The invention of mechanical clocks created a kind of artificial time which permits greater efficiency, but cuts human beings off from the rest of nature.
The invention of mechanical clocks created a kind of artificial time which permits greater efficiency, but cuts human beings off from the rest of nature.
Daniel Kammen, director of the Renewable and Appropriate Energy Lab at the University of California/Berkeley tells Anne Strainchamps about some wild energy alternatives that actually work.
Carole Case wrote a history of New York’s Jockey Club, the elite cartel that controls the thoroughbred stud book.
Karen Armstrong is the author of nearly 20 books on religion. She tells Steve Paulson that traditions from Confucianism to Judaism emerged as responses to the rampant violence of their time. And she says our own time has a lot in common with that age.
Christine Kenneally tells Steve Paulson that Noam Chomsky thought language was hard-wired in the human brain, but later researchers have shown that its development is even more complex.

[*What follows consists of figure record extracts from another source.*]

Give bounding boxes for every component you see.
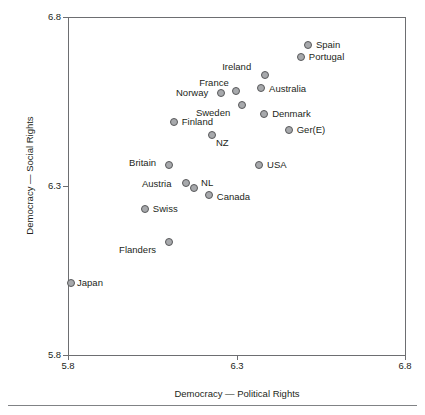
right-axis-line (405, 17, 406, 356)
scatter-plot-figure: 5.86.36.85.86.36.8 SpainPortugalIrelandA… (0, 0, 425, 415)
data-point-label: Finland (182, 117, 213, 127)
data-point-label: NL (201, 178, 213, 188)
data-point[interactable] (285, 126, 293, 134)
data-point[interactable] (297, 53, 305, 61)
y-axis-tick-label: 6.8 (31, 11, 61, 22)
data-point-label: USA (267, 160, 287, 170)
x-axis-tick-label: 5.8 (48, 360, 88, 371)
data-point[interactable] (238, 101, 246, 109)
y-axis-title: Democracy — Social Rights (24, 81, 35, 271)
data-point[interactable] (182, 179, 190, 187)
data-point-label: Austria (142, 179, 172, 189)
data-point-label: Norway (176, 88, 208, 98)
data-point-label: Ireland (222, 62, 251, 72)
x-axis-tick-label: 6.3 (217, 360, 257, 371)
data-point[interactable] (261, 71, 269, 79)
data-point-label: Britain (129, 158, 156, 168)
data-point-label: NZ (216, 138, 229, 148)
x-axis-tick-label: 6.8 (385, 360, 425, 371)
data-point-label: Denmark (272, 109, 311, 119)
data-point-label: Flanders (119, 245, 156, 255)
data-point-label: Swiss (153, 204, 178, 214)
data-point[interactable] (217, 89, 225, 97)
x-axis-title: Democracy — Political Rights (68, 388, 406, 399)
data-point-label: Japan (77, 278, 103, 288)
data-point[interactable] (205, 191, 213, 199)
data-point[interactable] (232, 87, 240, 95)
data-point-label: Ger(E) (297, 125, 326, 135)
y-axis-tick-label: 6.3 (31, 180, 61, 191)
data-point-label: Spain (316, 40, 340, 50)
data-point[interactable] (190, 184, 198, 192)
data-point-label: Australia (269, 84, 306, 94)
footer-divider (8, 405, 417, 406)
data-point[interactable] (304, 41, 312, 49)
data-point[interactable] (257, 84, 265, 92)
data-point-label: Portugal (309, 52, 344, 62)
y-axis-tick (63, 17, 68, 18)
y-axis-tick (63, 186, 68, 187)
data-point-label: Canada (217, 192, 250, 202)
y-axis-tick-label: 5.8 (31, 349, 61, 360)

David Mamet talks with Steve Paulson and says the secret to writing a successful screenplay is to focus on what happens next. That's all the audience cares about.
Drew Gilpin Faust's latest book, This Republic of Suffering, explores one of the most sobering aspects of the Civil War: its colossal death toll.
Biologist Elisabet Sahtouris left her teaching job to go live on a Greek island and re-think her life as a scientist.